---
source: arxiv
url: http://arxiv.org/abs/2603.10126v1
published_at: '2026-03-10T18:03:29'
authors:
- Yutong Hu
- Jan-Nico Zaech
- Nikolay Nikolov
- Yuanqi Yao
- Sombit Dey
- Giuliano Albanese
- Renaud Detry
- Luc Van Gool
- Danda Paudel
topics:
- vision-language-action
- autoregressive-policy
- robot-control
- generalist-robot-policy
- long-horizon-manipulation
relevance_score: 0.96
run_id: materialize-outputs
language_code: en
---

# AR-VLA: True Autoregressive Action Expert for Vision-Language-Action Models

## Summary
AR-VLA proposes a truly temporally autoregressive action expert that treats robot control as continuous action-sequence generation, rather than re-predicting a chunk of actions every time it sees a new frame. Its goal is to significantly improve history awareness, trajectory smoothness, and long-horizon control stability while preserving or improving task success rates.

## Problem
- Existing VLA, diffusion-policy, and action-chunking methods are mostly **reactive**: they reset context whenever a new observation arrives and lack persistent action/state memory.
- This kind of “Markovian amnesia” makes it difficult for robots to leverage long-term motion history, leading to control jitter, temporal inconsistency, and failures on long-horizon or partially observable tasks.
- Robotics also faces a **slow-perception / fast-control** frequency mismatch: heavy vision-language backbones update slowly, but motor control requires high-frequency continuous outputs, so a mechanism is needed that can generate actions stably even under visual latency.

## Approach
- Proposes an independent **autoregressive action expert**: like a language model generating text token by token, the model generates continuous actions step by step, explicitly conditioning on past actions and proprioceptive-state history, as well as the most recently available vision-language prefix.
- Designs a **Hybrid Key-Value Cache (HKV)**: memory is split into two streams, with the action/proprioception stream using a long-lived rolling FIFO cache, and the vision-language stream using a low-frequency refreshed semantic-prefix cache with single-slot replacement, thereby decoupling fast control from slow perception.
- Introduces **Dynamic Temporal Re-anchoring (DTR)**: vision-language tokens are tagged with “sampling time” anchors, and the relative-position property of RoPE is used so the model can explicitly understand how “stale” an image is, enabling it to handle asynchronous, multi-latency inputs during both training and inference.
- Uses two-stage training: first **action-only pretraining** to learn kinematic “syntax”; then vision-action alignment, with history dropout to force the model to still use visual prefixes when history is incomplete.

## Results
- In the generalist VLA setting with **BridgeV2 training and SimplerEnv evaluation**, AR-VLA achieves an average success rate of **61.5%**, higher than the runner-up **CogACT 52.1%**, a lead of **+9.4%**.
- Compared with baselines of the same **Paligemma-3B + 300M** scale that share the same VLM backbone, AR-VLA outperforms **Pi-0-Fast 49.0%** and **Pi-0.5 51.0%**.
- In per-task results, AR-VLA reaches **75.0%** on the **spoon** task, above **Pi-0-Fast 62.5%** and **Pi-0.5 58.3%**.
- On the more fine-grained manipulation **carrot** task, AR-VLA reaches **54.2%**, clearly outperforming **Pi-0-Fast 29.2%** and **Pi-0.5 33.3%**.
- The paper also claims that it is better than or no worse than SOTA reactive VLA/diffusion baselines on **real-robot manipulation, expert-policy replacement, trajectory smoothness, and long-horizon tasks**, but the provided excerpt does not include the full quantitative tables for those sections.
- Qualitatively, the authors claim that AR-VLA produces smoother joint trajectories with better kinematic consistency, and succeeds on history-dependent long-horizon tasks such as **PushT2** and **Stack3**, whereas baselines such as **DP** and **FM** fail due to lack of temporal context.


#### Instructions to follow:
Go through the data below and repeat it exactly, skipping each picture.
=== Section Start ===
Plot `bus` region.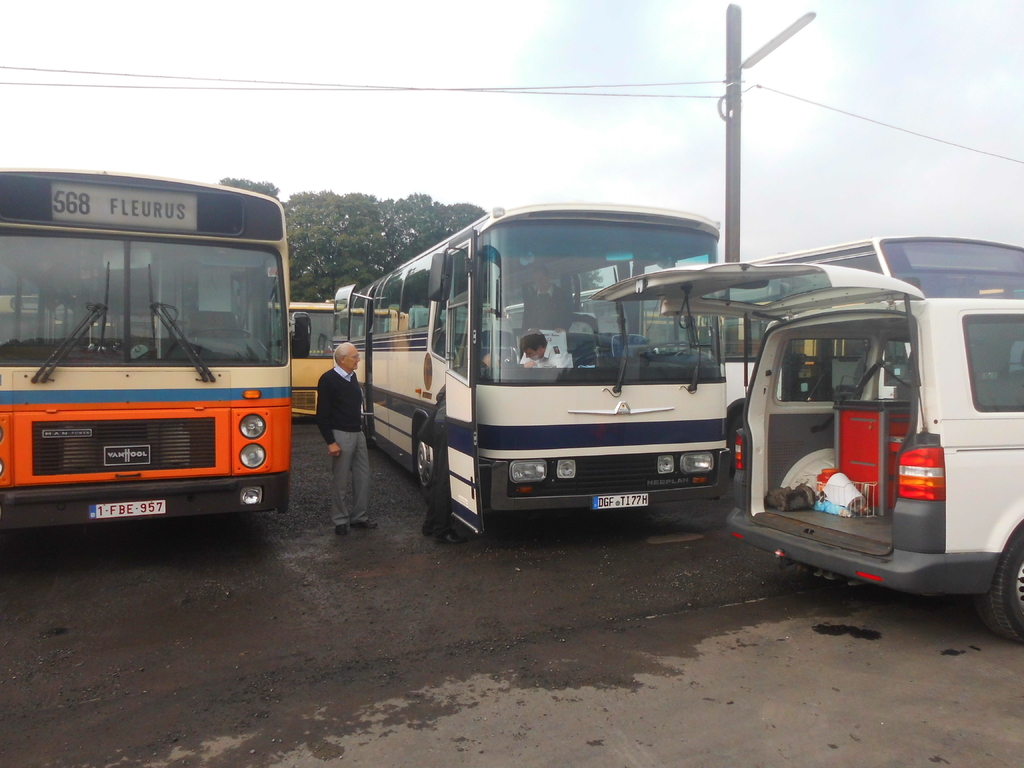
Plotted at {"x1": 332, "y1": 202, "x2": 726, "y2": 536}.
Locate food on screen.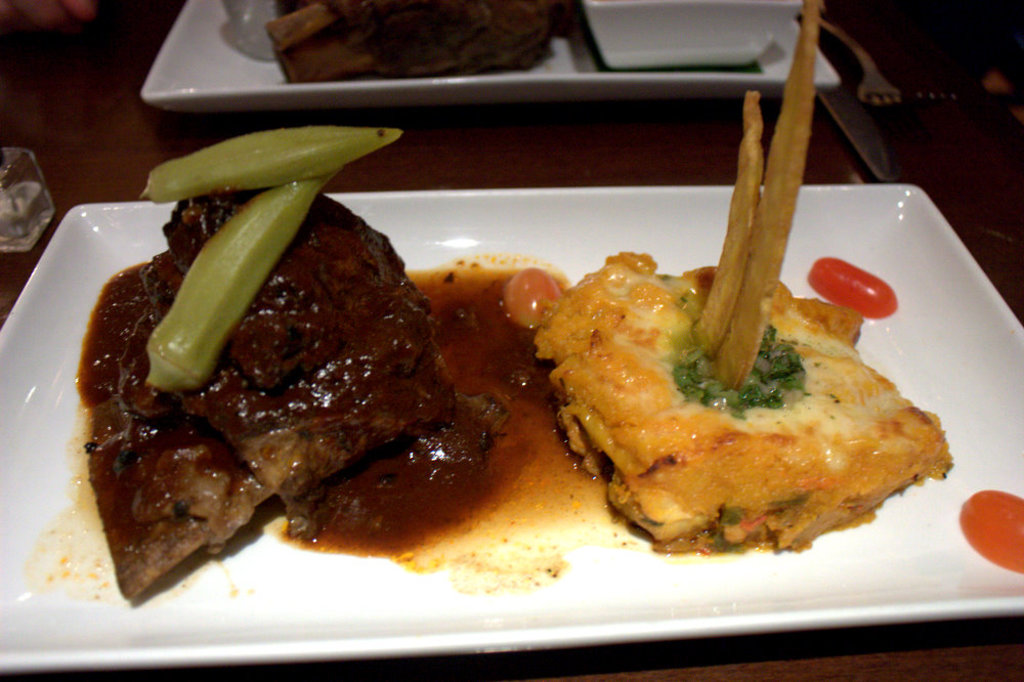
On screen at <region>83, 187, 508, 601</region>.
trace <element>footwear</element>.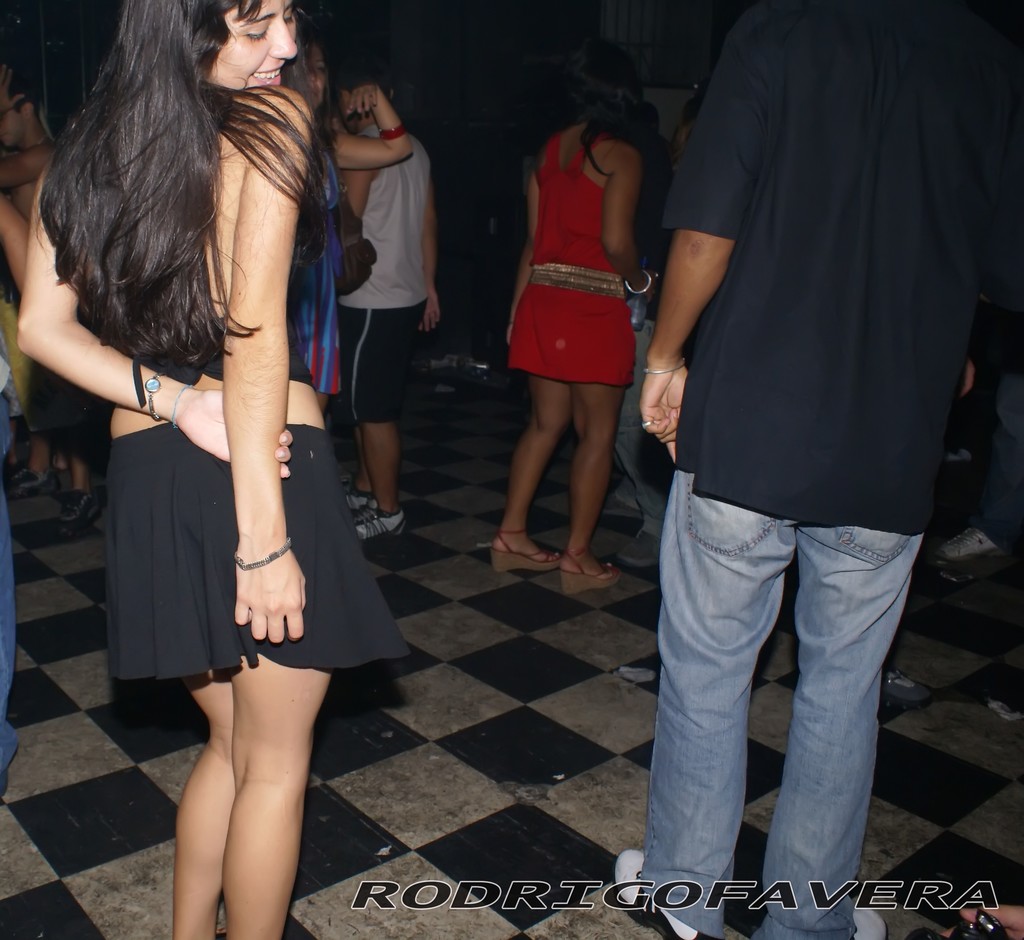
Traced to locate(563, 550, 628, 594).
=== Section End ===
#### Reply to the task:
Plot `bus` region.
Plotted at {"x1": 332, "y1": 202, "x2": 726, "y2": 536}.
Locate food on screen.
On screen at <region>83, 187, 508, 601</region>.
trace <element>footwear</element>.
Traced to locate(563, 550, 628, 594).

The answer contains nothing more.